Assuming that Ezra was not just following some earlier pronouncement by God, what could have been his general motivation for taking such a severe step? Concerning this point, a number of proposal have been made, but one main reason seems to stand out in most scholars' minds:

    Boda mentions that some trace concern over intermarriage to prevent apostasy, others to preservation of ethnic purity, and still others to a concern that Jewish land might fall into foreign hands, and still others that it was a misguided attempt to purify society by scapegoating certain people.

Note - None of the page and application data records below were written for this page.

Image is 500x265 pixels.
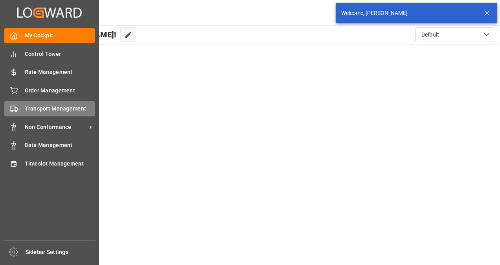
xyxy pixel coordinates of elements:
[4,64,95,80] a: Rate Management
[25,86,95,95] span: Order Management
[26,248,96,256] span: Sidebar Settings
[25,50,95,58] span: Control Tower
[415,27,494,42] button: open menu
[25,141,95,149] span: Data Management
[4,101,95,116] a: Transport Management
[4,156,95,171] a: Timeslot Management
[25,68,95,76] span: Rate Management
[4,83,95,98] a: Order Management
[25,105,95,113] span: Transport Management
[4,28,95,43] a: My Cockpit
[341,9,476,17] div: Welcome, [PERSON_NAME]
[25,31,95,40] span: My Cockpit
[25,123,87,131] span: Non Conformance
[25,160,95,168] span: Timeslot Management
[421,31,439,39] span: Default
[4,138,95,153] a: Data Management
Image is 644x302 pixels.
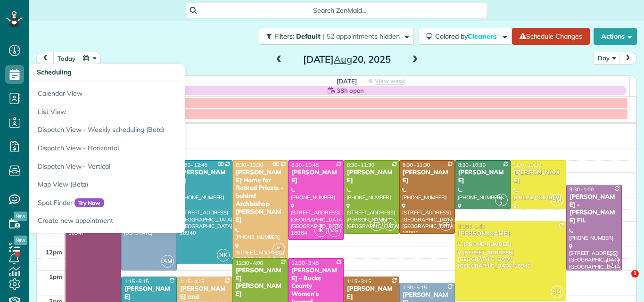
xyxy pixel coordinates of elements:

Boda himself feels that religious concerns were uppermost in mind.

    “For Ezra, the postexilic community is religious in character: a cultic community focused on the temple and Torah and concerned with purity / contamination from outsiders.” (Bedford)

    “The increased rigidity of cultural boundaries in the construction of social identity in Ezra-Nehemiah is likely to have been the result of a serious threat of cultural assimilation and political oppression.” (Knauth)

    “The little community was in grave danger of being adsorbed in the syncretism of its stronger and more powerful neighbors.” (Myers)

    “To keep the religion of the Lord pure was the one and only aim of Ezra and the returned exiles.” (Fensham)

    “He [Ezra] realized that not only were these mixed marriages acts of disobedience to God's law, but that it was because of such acts of disobedience in former times that the Jews had been exiled to Babylon.” (Short)

But now we come to the biggest problem most people today have with this whole story – the harshness of the action taken. However, there are some moderating facts that we need to take into account.

Kaiser puts the extent of the problem into perspective somewhat by calculating that only about 0.4% of the population was affected by this ruling.

The rest of Ezra 10 explains that it took all of three months for a group of democratically elected men to carefully examine each of the individual cases involved before taking any action.

The new ruling did not apply to marriages in which the wives had adopted the Jewish religion. In that regard, we can look to the examples of Ruth, Rahab, and Moses' Cushite wife for precedents.

Kaiser and others note that the verb “put away” is not the normal Hebrew word for “divorce.” Thus, we have no way of knowing whether the women and their children were provided for in some manner or other.

Eskenazi notes that the all-important verse Ezra 10:44 in the Hebrew simply reads, “Some had wives with whom they had sons” rather than “All these had married foreign women, and they sent them away with their children.” He concludes that the latter understanding comes from the much later book I Esdras (9:36). “Ezra 10:44 thus does not say that the women and children were expelled. The fate of these families is not recorded in the Hebrew text.”

Despite the above moderating considerations, “this counsel which Shecaniah gave to Ezra might seem cruel and heartless; but it was felt to be essential if the Jewish faith was to survive.” (Short)

And Cundall elaborates on this theme: “The unhappiness caused by these broken homes must be set not only against the initial transgression involved in contracting of the marriages, but also against the ultimate blessing to the whole world that could only come through a purified community. The offence had to be dealt with sternly, and sentiment was not allowed to influence the profound principles involved.”

In closing, I should point out that none of the above should be used for a Christian today as justification for divorcing a spouse who is an unbeliever. Although it may not have been wise to contract such an unequal yoking to begin with, remember Paul's teaching in I Corinthians 7:12-16 that “the unbelieving husband is made holy through his wife, and the unbelieving wife is made holy through her husband. Otherwise, your children would be unclean, but as it is, they are holy.”